While the EUR was soaring, and Spanish bond yield were (very briefly) plunging in the past 48 hours, the reality behind the scenes was very different than what was blasted publicly in the headlines. Namely, Spain was on the verge of requesting a full blown sovereign bailout, one which would see it become the next country after Greece, Ireland and Portugal to fall under the Troika's control. From Reuters: "Spain has for the first time conceded it might need a full EU/IMF bailout worth 300 billion euros ($366 billion) if its borrowing costs remain unsustainably high, a euro zone official said. Economy Minister Luis de Guindos brought up the issue with German counterpart Wolfgang Schaeuble in a meeting in Berlin last Tuesday as Spain's borrowing costs soared past 7.6 percent, the source said. If needed, the money would come on top of the 100 billion euros already agreed to prop up Spain's banking sector, stretching the euro zone's resources to breaking point, and Schaeuble told de Guindos he was unwilling to consider a rescue before the currency bloc's ESM bailout fund comes on line later this year." So why the sudden attempt to talk up European risk in the last two days? Simple - Germany did not agree to fund Spain's bailout. Which meant it was suddenly up to Europe's apparatchiks to jawbone markets into cooperation. "De Guindos was talking about 300 billion euros for a full program, but Germany was not comfortable with the idea of a bailout now," the official told Reuters."
What this means is that, as we suggested yesterday, Draghi really has nothing up his sleeve, and the promises of the last two days from Nowotny and less than Super Mario are very ad hoc and even more hollow, and that the vigilantes are about to come back with a vengeance as Spain has effectively admitted it is broke. So once the euphoria from the latest risk on episode fades, watch out.
From Reuters [13]:
"Nothing will happen until the ESM is online. Once it is operational we will see what the borrowing costs for Spain are and maybe we will return to the question," the official said.
Spain has repeatedly said it would not need to follow Portugal, Ireland and Greece in seeking a full bailout. Asked about the source's comments, a government spokeswoman said on Friday: "We strongly deny any such plan. This possibility (of a 300-billion-euro rescue for Spain) has not been looked at and has not been discussed."
As Schaeuble and de Guindos were meeting on Tuesday, Spanish borrowing costs reached their highest level since the country adopted the euro, hitting 7.64 percent for 10-year bonds - a level at which Spain cannot sustainably borrow from the markets.
But on Thursday European Central Bank President Mario Draghi said the central bank was ready to act to bring down Spanish yields and the 10-year yield fell to 6.88 percent.
A second euro zone official said Spain could manage without a bailout, but had made bad communication mistakes which had unnerved investors. Asked if Madrid needed a bailout the second official said:
"In pure arithmetic terms no, if interest rates were commensurate with what I consider a sustainable situation."
Finally for those still confused what Germany's real goals are in the ongoing collapsing Nash Equilibrium, we have said it before [14], and we will say it again:
...to have Europe at the edge of chaos, keeping the EUR low, and its Debtor In Possession targets amenable to any terms
The rest is just central bank bluster even as city by city, region by region, country by country goes broke.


| What this task involves |
Would you copy the records below, exactly and only from their first line through the line containing "Image is 754x560 pixels.", without any pictures?

(Dataset entries)
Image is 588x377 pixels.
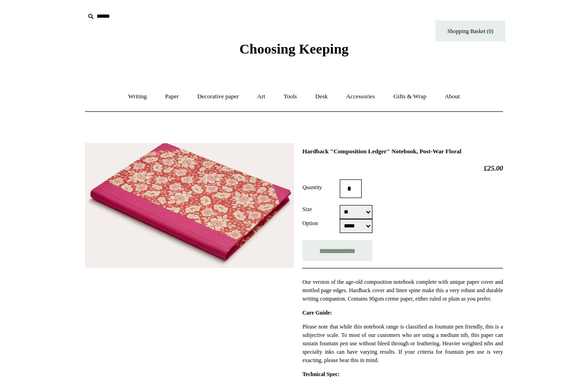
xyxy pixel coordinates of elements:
label: Size [302,205,340,214]
a: Tools [275,84,306,109]
label: Option [302,219,340,228]
a: Accessories [338,84,383,109]
a: Shopping Basket (0) [435,21,506,42]
a: Gifts & Wrap [385,84,435,109]
a: Paper [157,84,188,109]
a: About [436,84,468,109]
a: Decorative paper [189,84,247,109]
h2: £25.00 [302,164,503,172]
a: Art [248,84,274,109]
img: Hardback "Composition Ledger" Notebook, Post-War Floral [85,143,294,268]
a: Writing [120,84,155,109]
p: Our version of the age-old composition notebook complete with unique paper cover and mottled page... [302,278,503,303]
h1: Hardback "Composition Ledger" Notebook, Post-War Floral [302,148,503,155]
span: Choosing Keeping [239,41,349,56]
a: Desk [307,84,337,109]
p: Please note that while this notebook range is classified as fountain pen friendly, this is a subj... [302,323,503,364]
strong: Care Guide: [302,310,331,316]
a: Choosing Keeping [239,48,349,55]
label: Quantity [302,183,340,192]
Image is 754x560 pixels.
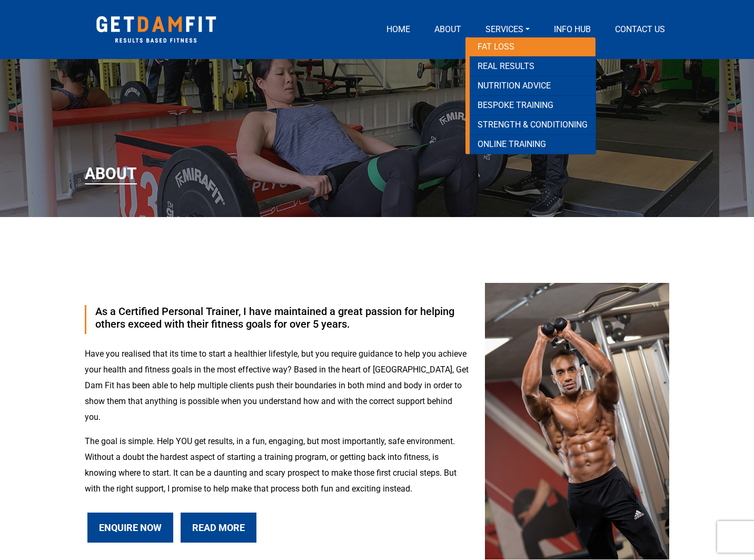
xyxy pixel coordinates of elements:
a: Services [481,23,534,36]
a: Bespoke Training [470,96,596,116]
a: Nutrition Advice [470,76,596,96]
a: Online training [470,135,596,154]
a: About [430,23,466,36]
p: Have you realised that its time to start a healthier lifestyle, but you require guidance to help ... [85,346,469,425]
a: Strength & Conditioning [470,116,596,135]
a: Enquire Now [88,512,173,543]
a: Contact us [611,23,669,36]
h3: As a Certified Personal Trainer, I have maintained a great passion for helping others exceed with... [95,305,469,331]
a: Info Hub [550,23,595,36]
a: Home [382,23,414,36]
img: MATT07061.jpg [485,283,669,559]
a: Read more [181,512,256,543]
a: Fat loss [470,38,596,57]
p: The goal is simple. Help YOU get results, in a fun, engaging, but most importantly, safe environm... [85,434,469,496]
a: REAL RESULTS [470,57,596,76]
h4: About [85,164,136,184]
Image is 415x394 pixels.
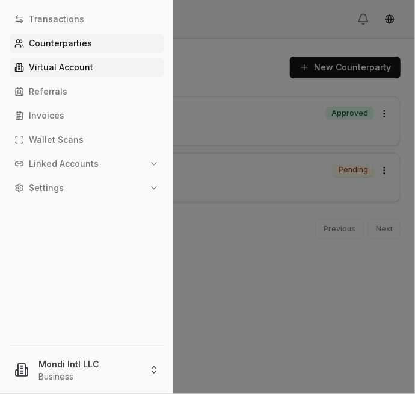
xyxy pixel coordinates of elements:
button: Mondi Intl LLCBusiness [5,350,169,389]
p: Transactions [29,15,84,23]
p: Wallet Scans [29,135,84,144]
p: Referrals [29,87,67,96]
button: Settings [10,178,164,197]
a: Wallet Scans [10,130,164,149]
p: Counterparties [29,39,92,48]
a: Virtual Account [10,58,164,77]
p: Linked Accounts [29,160,99,168]
p: Virtual Account [29,63,93,72]
a: Transactions [10,10,164,29]
a: Referrals [10,82,164,101]
a: Counterparties [10,34,164,53]
p: Business [39,370,140,382]
a: Invoices [10,106,164,125]
p: Mondi Intl LLC [39,358,140,370]
p: Invoices [29,111,64,120]
button: Linked Accounts [10,154,164,173]
p: Settings [29,184,64,192]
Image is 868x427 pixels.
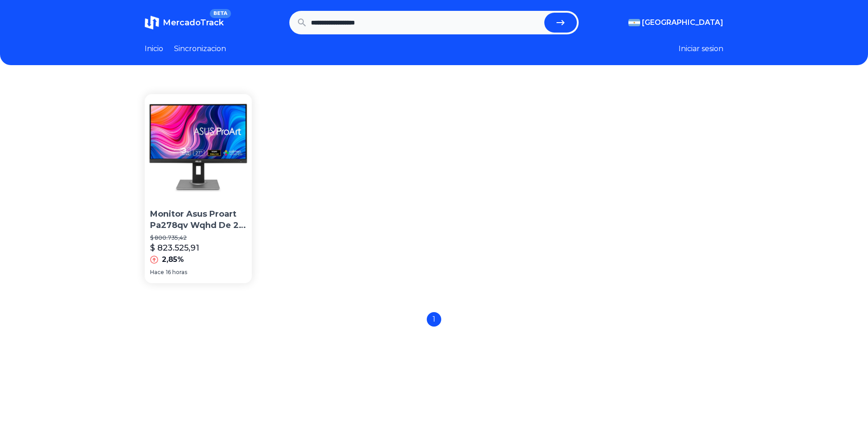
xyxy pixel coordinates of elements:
p: 2,85% [162,254,184,265]
img: Monitor Asus Proart Pa278qv Wqhd De 27 (2560 X 100%) [145,94,252,201]
span: Hace [150,268,164,276]
button: [GEOGRAPHIC_DATA] [629,17,724,28]
p: Monitor Asus Proart Pa278qv Wqhd De 27 (2560 X 100%) [150,208,247,231]
a: MercadoTrackBETA [145,15,224,30]
a: Monitor Asus Proart Pa278qv Wqhd De 27 (2560 X 100%)Monitor Asus Proart Pa278qv Wqhd De 27 (2560 ... [145,94,252,283]
p: $ 800.735,42 [150,234,247,241]
img: MercadoTrack [145,15,159,30]
span: BETA [210,9,231,18]
span: MercadoTrack [163,18,224,27]
a: Inicio [145,43,163,54]
span: [GEOGRAPHIC_DATA] [642,17,724,28]
button: Iniciar sesion [679,43,724,54]
img: Argentina [629,19,640,26]
p: $ 823.525,91 [150,241,200,254]
a: Sincronizacion [174,43,226,54]
span: 16 horas [166,268,187,276]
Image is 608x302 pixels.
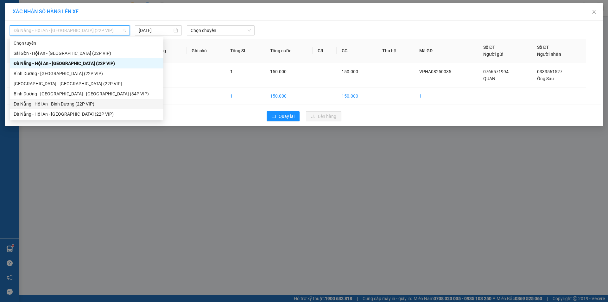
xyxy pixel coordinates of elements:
span: VPHA08250035 [419,69,451,74]
div: Sài Gòn - Hội An - [GEOGRAPHIC_DATA] (22P VIP) [14,50,160,57]
span: 1 [230,69,233,74]
div: Đà Nẵng - Hội An - Bình Dương (22P VIP) [14,100,160,107]
span: Chọn chuyến [191,26,251,35]
td: 1 [225,87,265,105]
div: [GEOGRAPHIC_DATA] - [GEOGRAPHIC_DATA] (22P VIP) [14,80,160,87]
th: Tổng SL [225,39,265,63]
div: Bình Dương - Đà Nẵng (22P VIP) [10,68,163,79]
th: Mã GD [414,39,478,63]
span: Đà Nẵng - Hội An - Sài Gòn (22P VIP) [14,26,126,35]
div: Bình Dương - [GEOGRAPHIC_DATA] (22P VIP) [14,70,160,77]
div: Đà Nẵng - Hội An - Sài Gòn (22P VIP) [10,58,163,68]
span: 150.000 [342,69,358,74]
span: Người nhận [537,52,561,57]
div: Đà Nẵng - Hội An - [GEOGRAPHIC_DATA] (22P VIP) [14,111,160,117]
span: 150.000 [270,69,287,74]
div: Sài Gòn - Hội An - Đà Nẵng (22P VIP) [10,48,163,58]
td: 1 [414,87,478,105]
div: Chọn tuyến [14,40,160,47]
div: Đà Nẵng - Hội An - Bình Dương (22P VIP) [10,99,163,109]
button: Close [585,3,603,21]
span: Ông Sáu [537,76,554,81]
th: CR [313,39,337,63]
td: 150.000 [337,87,377,105]
span: rollback [272,114,276,119]
input: 14/08/2025 [139,27,172,34]
th: CC [337,39,377,63]
div: Bình Dương - Sài Gòn - Đà Nẵng (34P VIP) [10,89,163,99]
span: 0766571994 [483,69,509,74]
button: uploadLên hàng [306,111,341,121]
div: Bình Dương - [GEOGRAPHIC_DATA] - [GEOGRAPHIC_DATA] (34P VIP) [14,90,160,97]
span: Người gửi [483,52,503,57]
div: Chọn tuyến [10,38,163,48]
td: 150.000 [265,87,313,105]
span: Quay lại [279,113,294,120]
span: close [592,9,597,14]
th: STT [7,39,35,63]
th: Thu hộ [377,39,414,63]
div: Đà Nẵng - Hội An - [GEOGRAPHIC_DATA] (22P VIP) [14,60,160,67]
span: 0333561527 [537,69,562,74]
th: Ghi chú [187,39,225,63]
div: Sài Gòn - Đà Nẵng (22P VIP) [10,79,163,89]
span: Số ĐT [483,45,495,50]
th: Tổng cước [265,39,313,63]
th: Loại hàng [141,39,187,63]
span: QUAN [483,76,495,81]
td: 1 [7,63,35,87]
div: Đà Nẵng - Hội An - Sài Gòn (22P VIP) [10,109,163,119]
span: Số ĐT [537,45,549,50]
span: XÁC NHẬN SỐ HÀNG LÊN XE [13,9,79,15]
button: rollbackQuay lại [267,111,300,121]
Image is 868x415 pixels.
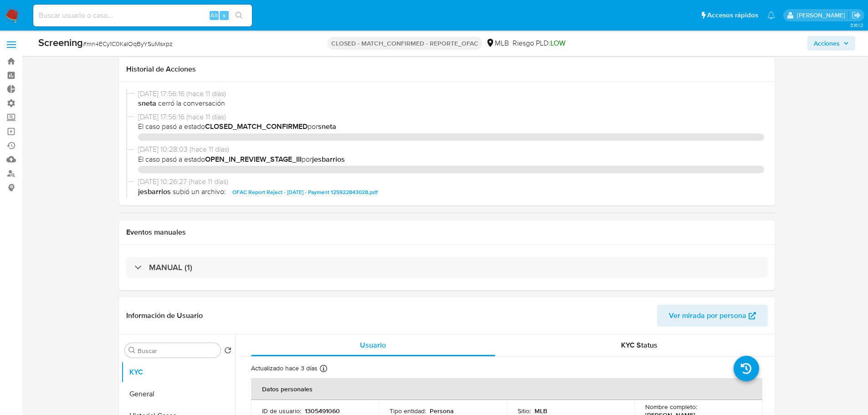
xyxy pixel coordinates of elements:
p: Sitio : [518,407,531,415]
p: Tipo entidad : [390,407,426,415]
b: Screening [38,35,83,50]
span: Ver mirada por persona [669,305,746,327]
button: Buscar [129,347,136,354]
span: KYC Status [622,340,657,350]
button: Ver mirada por persona [657,305,768,327]
p: MLB [535,407,548,415]
div: MLB [486,38,509,48]
span: # mn4ECy1C0KaIOqByYSuMsxpz [83,39,173,48]
input: Buscar [138,347,217,355]
p: ID de usuario : [262,407,301,415]
p: 1305491060 [305,407,340,415]
button: search-icon [229,9,248,22]
p: Persona [430,407,454,415]
input: Buscar usuario o caso... [33,10,252,21]
button: Volver al orden por defecto [224,347,231,357]
a: Notificaciones [767,11,775,19]
th: Datos personales [251,378,762,400]
span: Accesos rápidos [707,11,758,20]
h1: Información de Usuario [127,311,203,320]
p: Actualizado hace 3 días [251,364,317,373]
p: Nombre completo : [646,403,697,411]
span: LOW [551,38,566,48]
span: s [222,11,225,20]
div: MANUAL (1) [127,257,768,278]
a: Salir [852,11,861,20]
h3: MANUAL (1) [149,262,193,272]
p: nicolas.tyrkiel@mercadolibre.com [797,11,849,20]
span: Alt [211,11,217,20]
button: KYC [122,361,235,383]
span: Acciones [814,36,840,51]
h1: Eventos manuales [127,227,768,237]
span: Riesgo PLD: [513,38,566,48]
button: General [122,383,235,405]
p: CLOSED - MATCH_CONFIRMED - REPORTE_OFAC [327,37,482,50]
span: Usuario [360,340,386,350]
button: Acciones [808,36,856,51]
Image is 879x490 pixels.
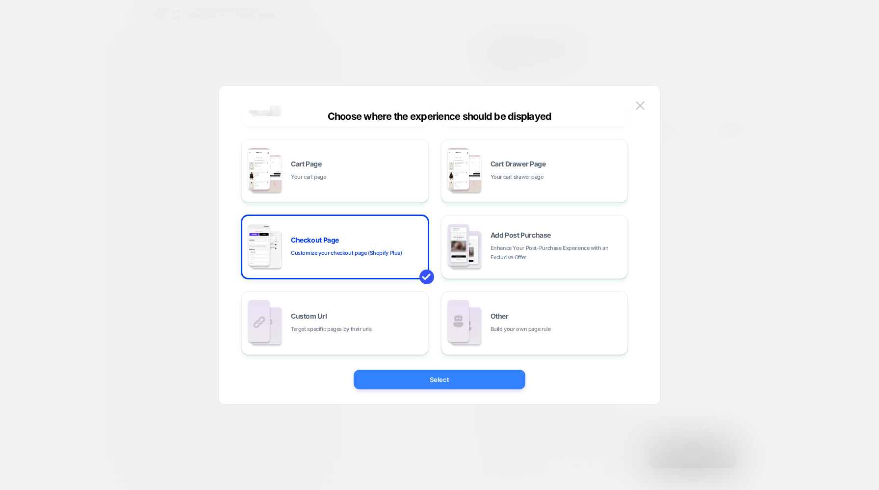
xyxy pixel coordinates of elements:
span: Cart Drawer Page [491,160,546,167]
span: Enhance Your Post-Purchase Experience with an Exclusive Offer [491,243,623,262]
span: Your cart drawer page [491,172,544,182]
img: close [636,101,645,109]
span: Build your own page rule [491,324,551,334]
span: Other [491,313,509,319]
span: Add Post Purchase [491,232,552,238]
div: Choose where the experience should be displayed [219,110,660,122]
button: Select [354,370,526,389]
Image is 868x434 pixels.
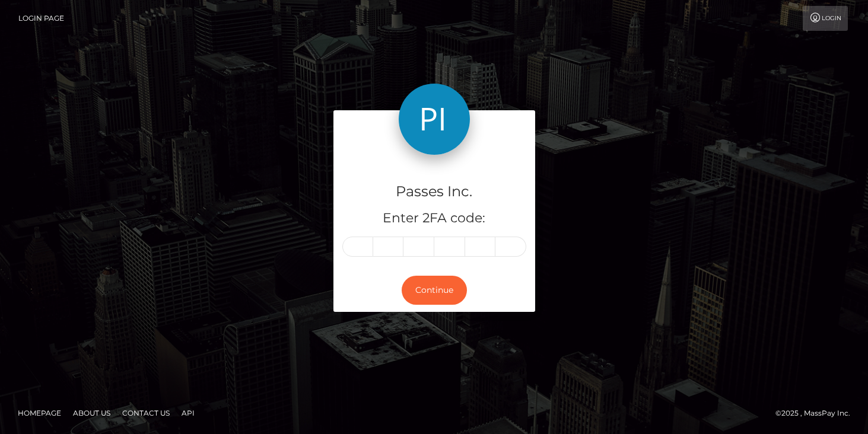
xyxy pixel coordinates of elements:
button: Continue [402,276,467,305]
div: © 2025 , MassPay Inc. [775,407,859,420]
h5: Enter 2FA code: [342,209,526,228]
img: Passes Inc. [398,83,470,155]
a: API [177,404,199,422]
a: About Us [68,404,115,422]
a: Login [802,6,848,31]
a: Contact Us [117,404,174,422]
a: Login Page [19,6,64,31]
h4: Passes Inc. [342,181,526,203]
a: Homepage [13,404,66,422]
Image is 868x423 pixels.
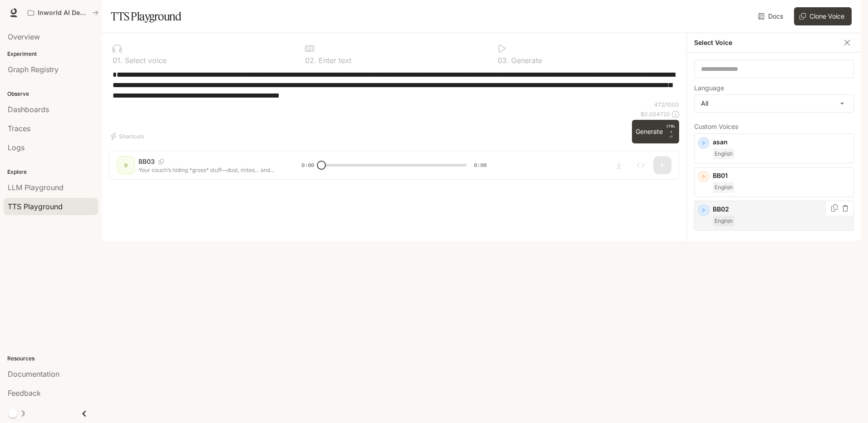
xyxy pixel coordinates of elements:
button: GenerateCTRL +⏎ [632,119,679,143]
button: All workspaces [24,3,102,22]
p: Custom Voices [694,124,853,130]
button: Copy Voice ID [830,204,839,212]
button: Shortcuts [109,129,148,143]
h1: TTS Playground [111,8,181,26]
span: English [713,216,735,226]
p: BB01 [713,171,850,180]
p: asan [713,137,850,147]
p: 0 1 . [113,56,123,64]
p: Inworld AI Demos [38,9,89,17]
p: 472 / 1000 [654,101,679,108]
p: 0 2 . [305,56,317,64]
p: BB02 [713,205,850,214]
p: ⏎ [667,124,675,140]
span: English [713,148,735,159]
a: Docs [756,8,787,26]
p: Select voice [123,56,166,64]
p: Generate [509,56,542,64]
p: Language [694,84,724,91]
button: Clone Voice [794,8,852,26]
span: English [713,182,735,193]
p: CTRL + [667,124,675,134]
p: 0 3 . [498,56,509,64]
p: Enter text [317,56,352,64]
div: All [695,95,853,112]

| The completed task |
Image is 588x377 pixels.
xyxy pixel coordinates of elements:
label: Size [302,205,340,214]
a: Tools [275,84,306,109]
label: Option [302,219,340,228]
a: Accessories [338,84,383,109]
a: Shopping Basket (0) [435,21,506,42]
a: Gifts & Wrap [385,84,435,109]
a: Paper [157,84,188,109]
a: About [436,84,468,109]
a: Decorative paper [189,84,247,109]
h2: £25.00 [302,164,503,172]
a: Art [248,84,274,109]
img: Hardback "Composition Ledger" Notebook, Post-War Floral [85,143,294,268]
a: Writing [120,84,155,109]
p: Our version of the age-old composition notebook complete with unique paper cover and mottled page... [302,278,503,303]
h1: Hardback "Composition Ledger" Notebook, Post-War Floral [302,148,503,155]
span: Choosing Keeping [239,41,349,56]
a: Desk [307,84,337,109]
p: Please note that while this notebook range is classified as fountain pen friendly, this is a subj... [302,323,503,364]
strong: Care Guide: [302,310,331,316]
a: Choosing Keeping [239,48,349,55]
label: Quantity [302,183,340,192]
Image is 754x560 pixels.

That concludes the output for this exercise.